In the American West, high-profile big game species including mule deer, antelope, elk, moose, bison and bighorn sheep use large landscapes to migrate between winter and summer habitats to obtain the resources they need to survive. The big game species are a vital part of the West’s ecology, economy, and culture and are valued by local, national, and international stakeholders. Thanks to large parcels of private and public land and a low human population, many parts of the American West still provide some of the best big game habitats in the world. But these vast, intact landscapes are under threat by ongoing habitat loss and disturbances to seasonal and migratory habitats that result in declines in big game population and the disappearance of migrations.
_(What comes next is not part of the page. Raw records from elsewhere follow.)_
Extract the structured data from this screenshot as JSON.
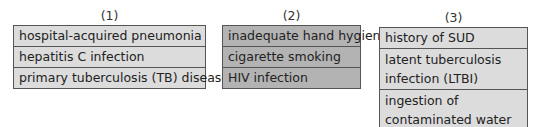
{
  "groups": [
    {
      "label": "(1)",
      "fill": "#dcdcdc",
      "items": [
        "hospital-acquired pneumonia",
        "hepatitis C infection",
        "primary tuberculosis (TB) disease"
      ]
    },
    {
      "label": "(2)",
      "fill": "#b3b3b3",
      "items": [
        "inadequate hand hygiene",
        "cigarette smoking",
        "HIV infection"
      ]
    },
    {
      "label": "(3)",
      "fill": "#dcdcdc",
      "items": [
        "history of SUD",
        "latent tuberculosis infection (LTBI)",
        "ingestion of contaminated water"
      ]
    }
  ]
}
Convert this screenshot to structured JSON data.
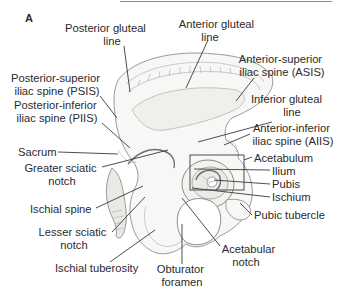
{
  "figure": {
    "panel_label": "A",
    "top_rule_color": "#8a8a8a"
  },
  "labels": {
    "posterior_gluteal_line": [
      "Posterior gluteal",
      "line"
    ],
    "anterior_gluteal_line": [
      "Anterior gluteal",
      "line"
    ],
    "asis": [
      "Anterior-superior",
      "iliac spine (ASIS)"
    ],
    "psis": [
      "Posterior-superior",
      "iliac spine (PSIS)"
    ],
    "inferior_gluteal_line": [
      "Inferior gluteal",
      "line"
    ],
    "piis": [
      "Posterior-inferior",
      "iliac spine (PIIS)"
    ],
    "aiis": [
      "Anterior-inferior",
      "iliac spine (AIIS)"
    ],
    "sacrum": "Sacrum",
    "acetabulum": "Acetabulum",
    "greater_sciatic_notch": [
      "Greater sciatic",
      "notch"
    ],
    "ilium": "Ilium",
    "pubis": "Pubis",
    "ischium": "Ischium",
    "pubic_tubercle": "Pubic tubercle",
    "ischial_spine": "Ischial spine",
    "lesser_sciatic_notch": [
      "Lesser sciatic",
      "notch"
    ],
    "acetabular_notch": [
      "Acetabular",
      "notch"
    ],
    "ischial_tuberosity": "Ischial tuberosity",
    "obturator_foramen": [
      "Obturator",
      "foramen"
    ]
  }
}
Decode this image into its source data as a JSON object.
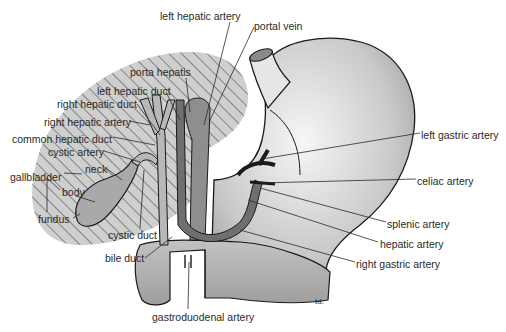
{
  "diagram": {
    "signature": "td.",
    "colors": {
      "outline": "#1a1a1a",
      "liver_fill": "#cfcfcf",
      "hatch": "#2b2b2b",
      "organ_fill_light": "#f2f2f2",
      "organ_fill_dark": "#9a9a9a",
      "duct_fill": "#a8a8a8",
      "vessel_fill": "#7d7d7d",
      "text": "#2a2a2a"
    },
    "labels": [
      {
        "id": "left-hepatic-artery",
        "text": "left hepatic artery",
        "x": 160,
        "y": 10
      },
      {
        "id": "portal-vein",
        "text": "portal vein",
        "x": 254,
        "y": 20
      },
      {
        "id": "porta-hepatis",
        "text": "porta hepatis",
        "x": 130,
        "y": 66
      },
      {
        "id": "left-hepatic-duct",
        "text": "left hepatic duct",
        "x": 97,
        "y": 85
      },
      {
        "id": "right-hepatic-duct",
        "text": "right hepatic duct",
        "x": 57,
        "y": 98
      },
      {
        "id": "right-hepatic-artery",
        "text": "right hepatic artery",
        "x": 44,
        "y": 116
      },
      {
        "id": "common-hepatic-duct",
        "text": "common hepatic duct",
        "x": 12,
        "y": 133
      },
      {
        "id": "cystic-artery",
        "text": "cystic artery",
        "x": 48,
        "y": 146
      },
      {
        "id": "neck",
        "text": "neck",
        "x": 85,
        "y": 163
      },
      {
        "id": "gallbladder",
        "text": "gallbladder",
        "x": 10,
        "y": 171
      },
      {
        "id": "body",
        "text": "body",
        "x": 62,
        "y": 186
      },
      {
        "id": "fundus",
        "text": "fundus",
        "x": 38,
        "y": 213
      },
      {
        "id": "cystic-duct",
        "text": "cystic duct",
        "x": 108,
        "y": 229
      },
      {
        "id": "bile-duct",
        "text": "bile duct",
        "x": 105,
        "y": 252
      },
      {
        "id": "gastroduodenal-artery",
        "text": "gastroduodenal artery",
        "x": 152,
        "y": 311
      },
      {
        "id": "left-gastric-artery",
        "text": "left gastric artery",
        "x": 421,
        "y": 129
      },
      {
        "id": "celiac-artery",
        "text": "celiac artery",
        "x": 417,
        "y": 175
      },
      {
        "id": "splenic-artery",
        "text": "splenic artery",
        "x": 387,
        "y": 218
      },
      {
        "id": "hepatic-artery",
        "text": "hepatic artery",
        "x": 380,
        "y": 238
      },
      {
        "id": "right-gastric-artery",
        "text": "right gastric artery",
        "x": 356,
        "y": 258
      }
    ]
  }
}
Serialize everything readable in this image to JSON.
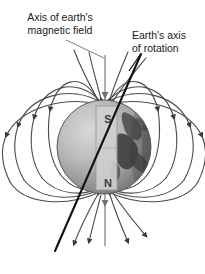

Addressing the challenge of conserving big game populations and the endangered phenomena of seasonal migration across large landscapes in the American West will require dynamic, innovative, and flexible legal approaches. Those legal approaches should recognize the biological needs of the species themselves and reflect economic policy analysis of conservation in landscapes with multiple land managers. Considering both integrated biological and economic decision frameworks and incentive-based tools to define and implement legal and policy structures can produce migratory species conservation more efficiently than less integrated approaches.

Conservation of big game migrations is now a growing priority and initial conservation efforts are beginning to emerge, including the Department of Interior Secretarial Order 3362 “Improving Habitat Quality in Western Big-Game Winter Range and Migration Corridors” and state policies including the Wyoming Game and Fish Department Ungulate Migration Corridor Strategy. This interdisciplinary paper evaluates those emerging policies and finds that the policies miss opportunities to provide higher levels of conservation of migratory species by failing to address key ecological characteristics of migratory species and to incorporate economically efficient hierarchies of management and policy. We conclude by offering thoughts on how future conservation polices might be designed to incorporate both ecology and economics to better conserve migrations.